How the Quiltbag Community Impacted My Mental Health

For most of my life I have been Depressed and for some of that I’ve also suffered with Anxiety. That has I think been responsible for my pervading sense of isolation, I complained earlier this year that my main LARP character, Liissá wasn’t especially fun to play because she is essentially a very lonely person. As with all LARP characters that’s just an aspect of myself turned up to eleven.

My first real exposure to any sort of Queer Community was at university, UniQ, the somewhat problematic university Queer society. There was me and Harry Potter, two eighteen year old girls having a first attempt at exploring their Queerness and a boatload of gay boys fully embracing their bitchy Queen nature and frankly feeding off of each other. I loved all of them, Uncle Dave and Robin and Andy especially. We did bar crawls and trips to Canal Street and went clubbing in tacky outfits and got thrown out of straight pubs for being too obviously queer.

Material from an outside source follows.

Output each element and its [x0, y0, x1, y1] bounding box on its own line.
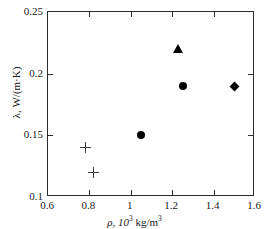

It was a community, albeit with the usual problem for queer girls of my generation (and likely others), that of everything being prominently for the gay boys. Just more misogyny for me to live with. But then my early twenties in Japan and the Saitama Women’s Centre and the DykeNetwork. I’ve always felt very fondly about reclaiming the term ‘dyke’ and at least some of that is down to the DykeNetwork. I had some of my best times in the Saitama women’s centre talking and hanging out with other queer girls and just really having a good time being myself.

The Queer Community have been an important part of giving me touchstones to feel good within my skin and to have community supports.